/ US, CHILD ALLOWANCE

How much UBI spending should go to children?

While the idea of a universal basic income has been around for centuries, it was recently brought into mainstream American political discourse by 2020 Presidential candidate Andrew Yang. Yang centered his campaign around paying every adult citizen $1,000 each month. Many other countries take the opposite approach, providing monthly “child allowance” payments for each child, an approach now favored by many US lawmakers. Here we explore which mix of these two approaches reduces poverty and inequality most effectively.

In a July 2020 post, we found that a child allowance would be more effective at reducing poverty than an adult UBI, for spending levels up to $500 billion, at which point a UBI for both children and adults becomes more effective; adult-only UBI was never the best option. But those three options—adults only, kids only, and equal for adults and kids—aren’t the only ones available. In this post, we calculate the optimal ratios of adult to child UBIs, depending on the total spending and objective.

To start, we modeled how different UBI amounts (funded by a flat tax on taxable income) would impact the poverty rate if children were excluded, received half the UBI, or received the full benefit. Our model simulated up until $3 trillion in total UBI spending and found that including children further reduces poverty at every level. For example, at $1.5 trillion in spending, excluding children would give each adult about $500 a month and reduce the overall poverty rate from 11.7 percent to 4.5 percent. However, at the same amount of spending, including children in the full benefit would lower the poverty rate to 4 percent, lifting an additional 1.6 million people out of poverty. Poverty is generally similar between giving children a full-size UBI or half the adult amount.

Still, the results above only model three scenarios. In our next simulation, we examined the optimal share of spending that should go to children in order to minimize poverty or reduce inequality. For each spending level, we simulated 101 scenarios that range from 0 percent of the overall funding going to children to 100 percent. As a benchmark, we show a line at 22%, which corresponds to equal UBI levels for adults and children (since children comprise 22% of the US population).

The simplest case is inequality reduction, for which optimal policy would give vast majorities of funds to children. In fact, an annual child allowance should reach over $17,000 per child before any spending goes towards adults. Even at $3 trillion in new spending, over half of the money would go towards children, resulting in $1,743 a month for kids and $648 per adult.
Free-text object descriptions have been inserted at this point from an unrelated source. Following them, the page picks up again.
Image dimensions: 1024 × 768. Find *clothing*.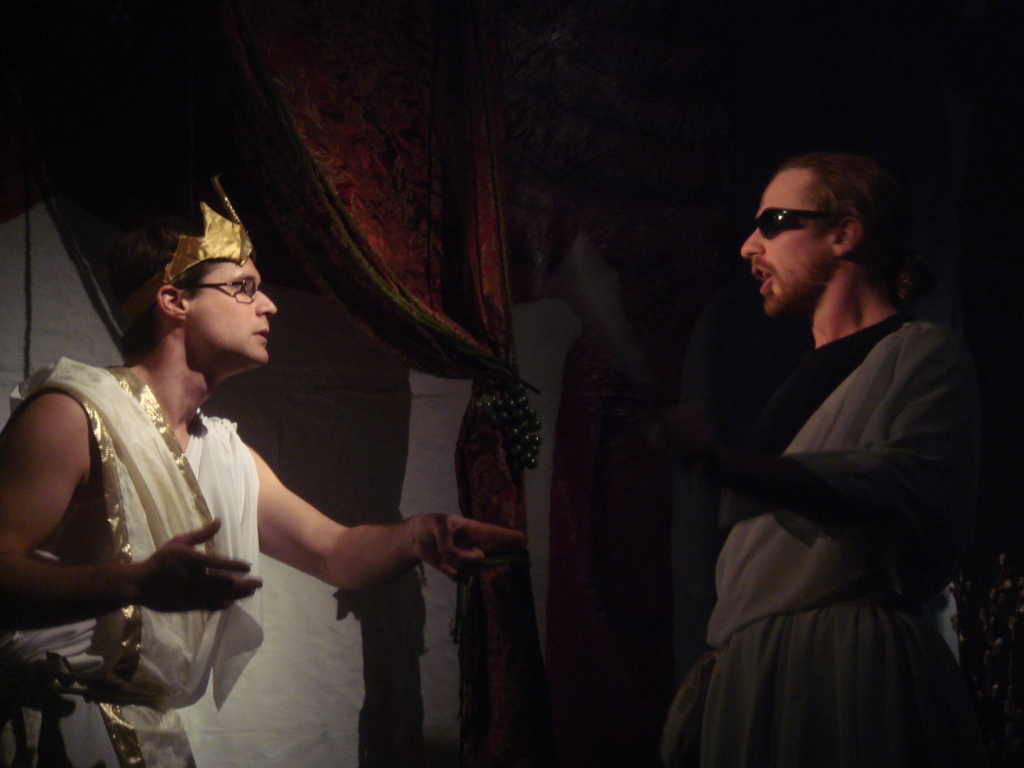
bbox(632, 222, 991, 748).
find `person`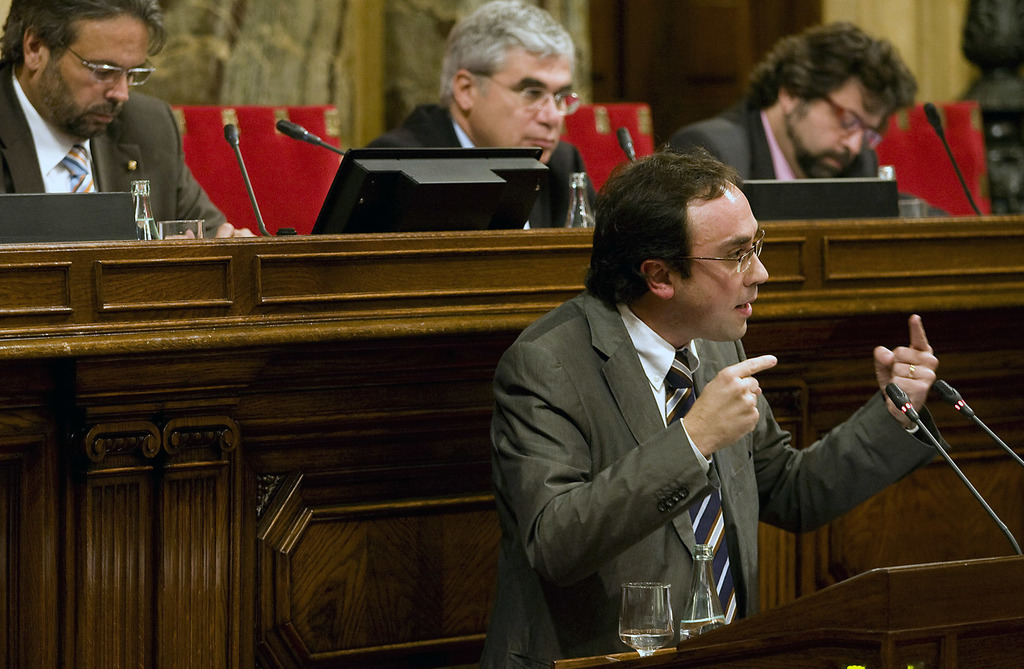
l=665, t=16, r=950, b=212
This is, to some degree, by construction, as our inequality metric considers per-capita resources; other inequality measures may produce different results.

If the goal is to minimize the poverty rate, the story is a bit more complicated. For spending levels below $1 trillion, children should receive more than adults; for spending levels above $2 trillion, children should receive less; for spending levels in between, it varies. Because many people have incomes just below or above their poverty threshold, the poverty rate responds to transfer policy in a volatile way.

Finally, we examined the effect of UBI design on the poverty gap, the summation of the distance poor families are from their poverty threshold. The 2019 poverty gap is $153 billion. To optimize its reduction, adults should receive more than children at every level above $150 billion in new spending. With $2 trillion in funding, the poverty gap could be reduced to $45 billion by sending every adult $628 per month and parents $114 per month per child.

The next chart shows the monthly amount given to children and adults under each optimization (you can hover over points in the prior chart to view this information as well). Because the poverty gap is less volatile to changes at the margin, the UBI amounts increases are nearly linear. At the highest level of spending in our model, $3 trillion, adults would receive $942 per month and children would receive $171 while optimizing for poverty gap reduction. Poverty rate amounts are more erratic, while inequality-minimizing amounts are roughly linear with a kink at the point where optimal adult amounts exceed $0.

Our research shows that different policy objectives and funding levels may lead to starkly different amounts of cash transfer funding going towards children. Each optimization, however, called for children to receive a nonzero share of UBI spending, and often a larger monthly amount than adults, especially with small budgets and when minimizing inequality. These results underline the importance of including children in UBI conversations and policy analysis.